The Elephant Girl(96)
‘Well, she wasn’t very likely to cry on yours,’ said Helen, ‘if you resented her so much.’
‘I suppose not,’ Ruth replied mildly. ‘Turned out it had been going on for a while. Since around the time she got pregnant with you.’
Helen’s head jerked up as the possible implications hit her.
‘Your father was being treated for leukaemia before you were born,’ Ruth continued. ‘Cancer drugs are known for causing infertility. I thought you might be Jeremy’s child, because you were so blonde. It completely knocked me sideways. We’d been trying for so long, you see.’
‘Is that why you murdered her?’
Ruth gasped, and the gin went down the wrong way. Coughing violently, she turned puce as she heaved for breath, and tears sprang into her eyes from the discomfort. Helen crossed her arms and did nothing to help her.
Go on, choke on it, she thought. Just like my mother choked on her own blood.
‘I didn’t kill your mother!’ Ruth wheezed when she got her breath back. ‘What a preposterous idea. I might be an old soak, but … Good heavens! I was about to say that for a while I thought you were his child, but later I knew I was wrong. Your features are very much like Dmitri’s.

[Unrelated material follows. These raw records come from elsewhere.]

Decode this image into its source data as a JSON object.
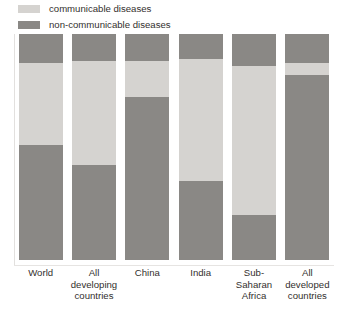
{
  "legend": {
    "items": [
      {
        "label": "communicable diseases",
        "color": "#d5d3d0",
        "icon": "legend-swatch"
      },
      {
        "label": "non-communicable diseases",
        "color": "#8a8885",
        "icon": "legend-swatch"
      }
    ]
  },
  "colors": {
    "communicable": "#d5d3d0",
    "non_communicable": "#8a8885",
    "background": "#ffffff",
    "text": "#332f2e",
    "axis": "#e2e0de"
  },
  "chart_data": {
    "type": "bar",
    "title": "",
    "subtitle": "",
    "xlabel": "",
    "ylabel": "",
    "ylim": [
      0,
      100
    ],
    "grid": false,
    "stacked": true,
    "legend_position": "top-left",
    "categories": [
      "World",
      "All developing countries",
      "China",
      "India",
      "Sub-Saharan Africa",
      "All developed countries"
    ],
    "category_lines": [
      [
        "World"
      ],
      [
        "All",
        "developing",
        "countries"
      ],
      [
        "China"
      ],
      [
        "India"
      ],
      [
        "Sub-",
        "Saharan",
        "Africa"
      ],
      [
        "All",
        "developed",
        "countries"
      ]
    ],
    "series": [
      {
        "name": "non-communicable diseases (top)",
        "key": "injuries_top_dark",
        "color": "#8a8885",
        "values": [
          13,
          12,
          12,
          11,
          14,
          13
        ]
      },
      {
        "name": "communicable diseases",
        "key": "communicable",
        "color": "#d5d3d0",
        "values": [
          36,
          46,
          16,
          54,
          66,
          5
        ]
      },
      {
        "name": "non-communicable diseases",
        "key": "non_communicable",
        "color": "#8a8885",
        "values": [
          51,
          42,
          72,
          35,
          20,
          82
        ]
      }
    ]
  }
}
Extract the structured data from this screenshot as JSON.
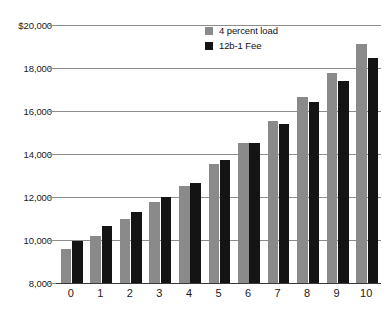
{
  "title_remnant": "",
  "legend": {
    "position": "top-center-right",
    "items": [
      {
        "label": "4 percent load",
        "color": "#8a8a8a",
        "swatch": "gray-swatch-icon"
      },
      {
        "label": "12b-1 Fee",
        "color": "#141414",
        "swatch": "black-swatch-icon"
      }
    ]
  },
  "axes": {
    "y_ticks": [
      "$20,000",
      "18,000",
      "16,000",
      "14,000",
      "12,000",
      "10,000",
      "8,000"
    ],
    "x_ticks": [
      "0",
      "1",
      "2",
      "3",
      "4",
      "5",
      "6",
      "7",
      "8",
      "9",
      "10"
    ]
  },
  "colors": {
    "series_gray": "#8a8a8a",
    "series_black": "#141414",
    "gridline": "#8d8d8d",
    "axis": "#3a3a3a",
    "background": "#ffffff",
    "text": "#1a1a1a"
  },
  "chart_data": {
    "type": "bar",
    "title": "",
    "xlabel": "",
    "ylabel": "",
    "grid": true,
    "legend_position": "top-right",
    "categories": [
      "0",
      "1",
      "2",
      "3",
      "4",
      "5",
      "6",
      "7",
      "8",
      "9",
      "10"
    ],
    "ylim": [
      8000,
      20000
    ],
    "ytick_values": [
      8000,
      10000,
      12000,
      14000,
      16000,
      18000,
      20000
    ],
    "ytick_labels": [
      "8,000",
      "10,000",
      "12,000",
      "14,000",
      "16,000",
      "18,000",
      "$20,000"
    ],
    "series": [
      {
        "name": "4 percent load",
        "color": "#8a8a8a",
        "values": [
          9600,
          10200,
          11000,
          11750,
          12500,
          13550,
          14500,
          15550,
          16650,
          17750,
          19100
        ]
      },
      {
        "name": "12b-1 Fee",
        "color": "#141414",
        "values": [
          9950,
          10650,
          11300,
          12000,
          12650,
          13700,
          14500,
          15400,
          16400,
          17400,
          18450
        ]
      }
    ]
  }
}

Although—’ She stopped abruptly.
‘Although what?’
Ruth lifted her glass to take another sip, thought better of it, and put the crystal tumbler down on the desk where it made a ring on the polished wood. ‘Your father was seriously ill and receiving treatment. At that time, twenty-six years ago, IVF wasn’t readily available, if it even existed. Your parents could’ve arranged for his sperm to be frozen and kept, but whether they did that or not, I don’t know, your mother didn’t tell me. If they didn’t, he’s unlikely to be your biological parent.’
‘Then who is?’
Ruth sent her a tired look. ‘Do you really need to ask? Your uncle, of course. And that didn’t sit well with Letitia because she had her eyes on him.’
Because her headache was getting worse, Helen took a taxi home rather than the tube. The journey passed in a daze. Either Ruth had killed her mother in a crime of passion, or the murder weapon was still missing.
So Letitia had had her eyes on Arseni. Did they have a relationship back then? Did they still? she wondered, just as she had wondered when she first met her uncle. He never married, but that meant nothing today. If Mimi had come between them, could Letitia have lost her rag and had her bumped off? It wasn’t impossible, except Letitia was far too aloof to squabble over any man.
Then what about Arseni himself? Mimi may have used the next best thing to her husband’s sperm, his brother’s, in order to have a child. Enough to incense a proud man when he realised he’d been exploited, and it could explain why he was all over Helen now, with his peculiar mix of guilt and attentiveness.
Neither scenario painted her mother in a particularly positive light, and it left a bad taste in her mouth. She’d loved her mother, hadn’t she? Or had she merely loved the memory of having a mother, since she couldn’t remember their time together?
She rubbed her temples while trying to make sense of it all. Instead of having her questions answered, she’d been presented with a whole heap of new ones.
The taxi pulled up outside the house, and she climbed out to find her path blocked by a broad-shouldered and black-suited individual. A hard lump formed in her gut, and she took a step back to collide with a similar obstacle. Her legs began to shake.
The first man put a heavy hand on her shoulder, and before she could even squeak, his other hand clamped over her mouth. She found herself being lifted across the road, too shocked to struggle, and deposited by a dark car she hadn’t noticed when the taxi pulled up. Wordlessly the other man opened the door, and a light came on, revealing luxurious cream leather seats and a bar. Crystal decanters threw prisms of rainbow colours across the interior, dazzling her before she saw the guy inside.
He looked familiar, his voice was not. It was as smooth as a marbled egg and as alluring as the prospect of a viper’s kiss.
‘Miss Stephens, perhaps you’d be kind enough to step inside.’
Chapter Twenty-Three
It was an order, not an invitation. Jason’s father wasn’t used to being disobeyed.
She thought of making a run for it, but one goon had a firm grip on her arm, the other looked like he could give chase without breaking into a sweat. They would probably hurt her if she resisted them.
She allowed the first muscleman to push her inside the car while she clutched her rucksack to her chest. If Jason’s father was planning to do away with her, he probably wouldn’t do it in his nice, clean, posh car.